You correctly state that neutrinos do not interact too often. The physical parameter describing that is the effective cross-section. So what you observe in a detector is not the neutrino itself, but secondary particles, e.g. muons. Colloquially put, you may regard anything with high mass (density) in between the neutrino source and your instrument (to detect mainly the secondary particles) as detector for the neutrinos. This might be a large chunk of ice (like for the icecube experiment), a mountain range (as for the Gran Sasso lab), or even a complete planet, if the incident neutrinos originate from a star located on the other side of Earth at the moment of observation. The latter is possible since neutrinos e.g. from the Sun may pass through the whole planet without interacting with its matter (at night-time for the scientists working for the detector).
Let me try to explain with a drawing I took from a 2018 blog entry of the Antarctic Muon And Neutrino Detector Array (AMANDA). The red dots are on the ice surface, the vertical lines are the boreholes into the Antarctic ice shield and the little black dots are the PMTs, the Photomultiplier Tubes which detect the Cherenkov light generated by some fast muons, in the picture on the top of the blue cone. The readings of the PMTs (detecting the Cherenkov light) are displayed as color-code, I assume the color scale somehow relates to the time passed since the trigger event.

So how do we now know where the neutrino came from? We can use particle physics to derive the secondary particle's velocity (vector) and from that where the neutrino actually came from. This is not trivial and requires quite a bit of computer power, but it is possible.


__What is expected__
Transcribe the records below word for word, beginning with the first line and stopping after the line that contains "Image is 835x419 pixels."; pictures are not part of the copy.

__Records shown__
[Start of Attachment]

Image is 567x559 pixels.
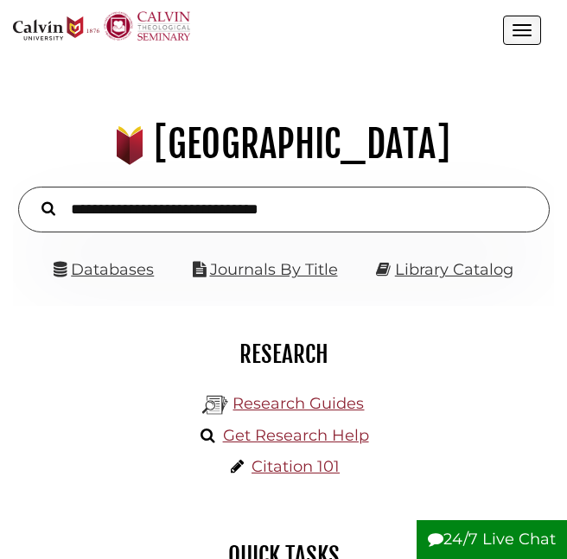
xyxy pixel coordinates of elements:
[223,426,369,445] a: Get Research Help
[41,201,55,217] i: Search
[202,392,228,418] img: Hekman Library Logo
[503,16,541,45] button: Open the menu
[210,260,338,279] a: Journals By Title
[54,260,154,279] a: Databases
[22,121,545,168] h1: [GEOGRAPHIC_DATA]
[26,339,541,369] h2: Research
[33,197,64,219] button: Search
[251,457,339,476] a: Citation 101
[104,11,190,41] img: Calvin Theological Seminary
[395,260,513,279] a: Library Catalog
[232,394,364,413] a: Research Guides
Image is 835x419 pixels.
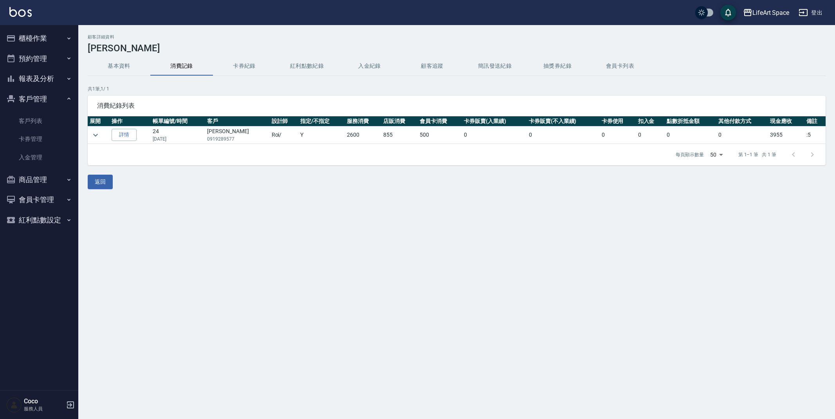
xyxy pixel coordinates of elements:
[88,57,150,76] button: 基本資料
[90,129,101,141] button: expand row
[205,116,269,126] th: 客戶
[636,116,665,126] th: 扣入金
[401,57,463,76] button: 顧客追蹤
[381,116,418,126] th: 店販消費
[768,116,804,126] th: 現金應收
[707,144,726,165] div: 50
[3,169,75,190] button: 商品管理
[298,116,345,126] th: 指定/不指定
[205,126,269,144] td: [PERSON_NAME]
[3,189,75,210] button: 會員卡管理
[9,7,32,17] img: Logo
[3,112,75,130] a: 客戶列表
[752,8,789,18] div: LifeArt Space
[345,116,381,126] th: 服務消費
[526,57,589,76] button: 抽獎券紀錄
[804,126,826,144] td: :5
[213,57,276,76] button: 卡券紀錄
[151,126,205,144] td: 24
[720,5,736,20] button: save
[97,102,816,110] span: 消費紀錄列表
[462,126,527,144] td: 0
[24,397,64,405] h5: Coco
[3,89,75,109] button: 客戶管理
[3,210,75,230] button: 紅利點數設定
[381,126,418,144] td: 855
[3,28,75,49] button: 櫃檯作業
[600,126,636,144] td: 0
[345,126,381,144] td: 2600
[738,151,776,158] p: 第 1–1 筆 共 1 筆
[88,175,113,189] button: 返回
[463,57,526,76] button: 簡訊發送紀錄
[207,135,267,142] p: 0919289577
[804,116,826,126] th: 備註
[270,116,298,126] th: 設計師
[600,116,636,126] th: 卡券使用
[88,43,826,54] h3: [PERSON_NAME]
[636,126,665,144] td: 0
[24,405,64,412] p: 服務人員
[3,148,75,166] a: 入金管理
[151,116,205,126] th: 帳單編號/時間
[110,116,150,126] th: 操作
[676,151,704,158] p: 每頁顯示數量
[527,126,600,144] td: 0
[276,57,338,76] button: 紅利點數紀錄
[112,129,137,141] a: 詳情
[3,69,75,89] button: 報表及分析
[665,116,716,126] th: 點數折抵金額
[150,57,213,76] button: 消費記錄
[270,126,298,144] td: Roi /
[795,5,826,20] button: 登出
[716,126,768,144] td: 0
[298,126,345,144] td: Y
[462,116,527,126] th: 卡券販賣(入業績)
[338,57,401,76] button: 入金紀錄
[740,5,792,21] button: LifeArt Space
[6,397,22,413] img: Person
[3,49,75,69] button: 預約管理
[88,85,826,92] p: 共 1 筆, 1 / 1
[3,130,75,148] a: 卡券管理
[589,57,651,76] button: 會員卡列表
[527,116,600,126] th: 卡券販賣(不入業績)
[665,126,716,144] td: 0
[88,116,110,126] th: 展開
[153,135,203,142] p: [DATE]
[716,116,768,126] th: 其他付款方式
[418,116,462,126] th: 會員卡消費
[768,126,804,144] td: 3955
[88,34,826,40] h2: 顧客詳細資料
[418,126,462,144] td: 500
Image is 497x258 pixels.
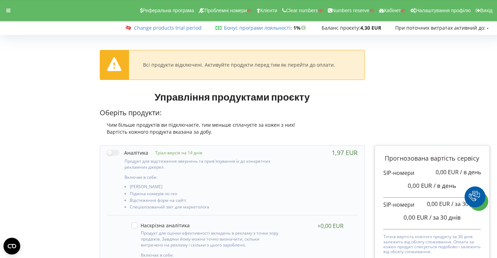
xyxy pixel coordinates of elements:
li: [PERSON_NAME] [130,184,283,191]
li: Спеціалізований звіт для маркетолога [130,205,283,211]
span: Клієнти [260,8,278,13]
p: SIP-номери [384,169,481,177]
li: Підміна номерів по гео [130,191,283,198]
div: Чим більше продуктів ви підключаєте, тим меньше сплачуєте за кожен з них! [100,121,365,128]
span: 0,00 EUR [427,200,450,208]
div: 1,97 EUR [332,149,358,156]
span: Налаштування профілю [416,8,471,13]
strong: - [487,24,489,31]
span: / за 30 днів [452,200,481,208]
div: Вартість кожного продукта вказана за добу. [100,128,365,135]
p: Тріал-версія на 14 днів [148,150,202,156]
span: : [224,24,292,31]
span: При поточних витратах активний до: [396,24,486,31]
button: Open CMP widget [3,238,20,254]
span: Баланс проєкту: [322,24,361,31]
a: Бонус програми лояльності [224,24,291,31]
p: Включає в себе: [125,174,283,180]
a: Change products trial period [134,24,202,31]
span: Вихід [481,8,493,13]
strong: 4,30 EUR [361,24,382,31]
li: Відстеження форм на сайті [130,198,283,205]
label: Наскрізна аналітика [132,222,190,228]
span: Реферальна програма [143,8,194,13]
p: Оберіть продукти: [100,108,365,118]
h1: Управління продуктами проєкту [100,90,365,103]
span: 0,00 EUR [408,182,433,190]
p: Продукт для відстеження звернень та прив'язування їх до конкретних рекламних джерел. [125,158,283,170]
span: Numbers reserve [332,8,370,13]
span: Clear numbers [286,8,318,13]
span: / за 30 днів [430,213,461,221]
span: Проблемні номери [205,8,247,13]
span: 0,00 EUR [404,213,428,221]
label: Аналітика [107,149,148,156]
p: Включає в себе: [141,252,280,258]
div: Всі продукти відключені. Активуйте продукти перед тим як перейти до оплати. [143,62,335,68]
p: Прогнозована вартість сервісу [384,154,481,163]
span: / в день [460,168,481,176]
span: / в день [434,182,457,190]
strong: 1% [294,24,308,31]
span: Кабінет [384,8,401,13]
p: Продукт для оцінки ефективності вкладень в рекламу з точки зору продажів. Завдяки йому можна точн... [141,230,280,248]
span: 0,00 EUR [436,168,459,176]
p: SIP-номери [384,201,481,209]
div: +0,00 EUR [318,222,344,229]
p: Точна вартість кожного продукту за 30 днів залежить від обсягу споживання. Оплата за кожен продук... [384,233,481,254]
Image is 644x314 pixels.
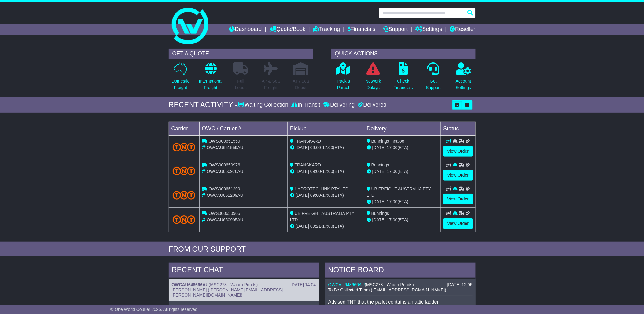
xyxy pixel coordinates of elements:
span: 17:00 [322,193,333,198]
td: Carrier [169,122,199,135]
span: [DATE] [296,193,309,198]
a: View Order [443,218,473,229]
span: OWCAU651209AU [207,193,243,198]
span: [DATE] [372,145,386,150]
div: - (ETA) [290,144,362,151]
a: View Order [443,146,473,156]
span: 09:00 [310,145,321,150]
p: Track a Parcel [336,78,350,91]
span: OWS000650976 [208,162,240,167]
a: Financials [348,24,376,35]
p: Network Delays [365,78,381,91]
span: [DATE] [372,217,386,222]
span: OWCAU650976AU [207,169,243,174]
span: © One World Courier 2025. All rights reserved. [111,307,198,312]
div: - (ETA) [290,168,362,175]
span: MSC273 - Waurn Ponds [210,282,256,287]
div: RECENT CHAT [169,262,319,279]
div: (ETA) [367,168,438,175]
span: 09:21 [310,224,321,229]
span: [DATE] [296,224,309,229]
a: View Order [443,193,473,205]
img: TNT_Domestic.png [172,167,196,175]
span: TRANSKARD [295,138,321,144]
div: RECENT ACTIVITY - [169,100,238,109]
a: Settings [415,24,442,35]
a: OWCAU648666AU [328,282,365,287]
span: OWS000651559 [208,138,240,144]
span: OWS000651209 [208,187,240,191]
div: [DATE] 14:04 [290,282,316,287]
span: To Be Collected Team ([EMAIL_ADDRESS][DOMAIN_NAME]) [328,287,446,292]
span: 17:00 [322,145,333,150]
img: TNT_Domestic.png [172,191,196,199]
div: (ETA) [367,217,438,223]
div: GET A QUOTE [169,49,313,59]
a: Support [383,24,408,35]
img: TNT_Domestic.png [172,216,196,224]
a: View Order [443,170,473,181]
a: NetworkDelays [365,62,381,94]
div: ( ) [172,282,316,287]
div: NOTICE BOARD [325,262,476,279]
p: Get Support [426,78,441,91]
a: Track aParcel [336,62,351,94]
div: (ETA) [367,199,438,205]
td: Status [441,122,475,135]
a: DomesticFreight [171,62,189,94]
div: Waiting Collection [237,101,290,108]
span: 17:00 [322,169,333,174]
span: Bunnings Innaloo [371,138,404,144]
span: [DATE] [296,169,309,174]
a: InternationalFreight [198,62,223,94]
div: Delivered [356,101,387,108]
span: [DATE] [372,199,386,204]
div: Delivering [322,101,356,108]
span: Bunnings [371,162,389,167]
div: In Transit [290,101,322,108]
p: Good afternoon, [172,304,316,309]
span: 17:00 [387,145,398,150]
span: 17:00 [387,199,398,204]
div: [DATE] 12:06 [447,282,472,287]
p: International Freight [199,78,222,91]
span: Bunnings [371,211,389,216]
span: [DATE] [372,169,386,174]
p: Air & Sea Freight [262,78,280,91]
div: ( ) [328,282,473,287]
span: HYDROTECH INK PTY LTD [295,187,348,191]
span: 09:00 [310,193,321,198]
td: OWC / Carrier # [199,122,288,135]
p: Air / Sea Depot [293,78,309,91]
a: AccountSettings [455,62,472,94]
a: OWCAU648666AU [172,282,209,287]
p: Domestic Freight [171,78,189,91]
span: MSC273 - Waurn Ponds [366,282,412,287]
span: UB FREIGHT AUSTRALIA PTY LTD [290,211,354,222]
span: 17:00 [322,224,333,229]
div: QUICK ACTIONS [332,49,476,59]
a: GetSupport [425,62,441,94]
span: UB FREIGHT AUSTRALIA PTY LTD [367,187,431,198]
td: Delivery [364,122,441,135]
p: Account Settings [455,78,471,91]
span: 17:00 [387,169,398,174]
span: 17:00 [387,217,398,222]
a: Dashboard [229,24,262,35]
span: OWCAU650905AU [207,217,243,222]
span: [DATE] [296,145,309,150]
p: Full Loads [233,78,248,91]
p: Advised TNT that the pallet contains an attic ladder [328,299,473,305]
span: OWCAU651559AU [207,145,243,150]
span: [PERSON_NAME] ([PERSON_NAME][EMAIL_ADDRESS][PERSON_NAME][DOMAIN_NAME]) [172,287,283,297]
img: TNT_Domestic.png [172,143,196,151]
span: OWS000650905 [208,211,240,216]
a: Reseller [450,24,475,35]
span: TRANSKARD [295,162,321,167]
div: (ETA) [367,144,438,151]
div: FROM OUR SUPPORT [169,245,476,254]
p: Check Financials [393,78,413,91]
div: - (ETA) [290,223,362,229]
div: - (ETA) [290,192,362,199]
a: CheckFinancials [393,62,413,94]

[End of Attachment]

__Answer to this problem__
Image is 567x559 pixels.
xyxy pixel coordinates of elements:
[223,426,369,445] a: Get Research Help
[41,201,55,217] i: Search
[202,392,228,418] img: Hekman Library Logo
[503,16,541,45] button: Open the menu
[210,260,338,279] a: Journals By Title
[54,260,154,279] a: Databases
[22,121,545,168] h1: [GEOGRAPHIC_DATA]
[26,339,541,369] h2: Research
[33,197,64,219] button: Search
[251,457,339,476] a: Citation 101
[104,11,190,41] img: Calvin Theological Seminary
[395,260,513,279] a: Library Catalog
[232,394,364,413] a: Research Guides
Image is 835x419 pixels.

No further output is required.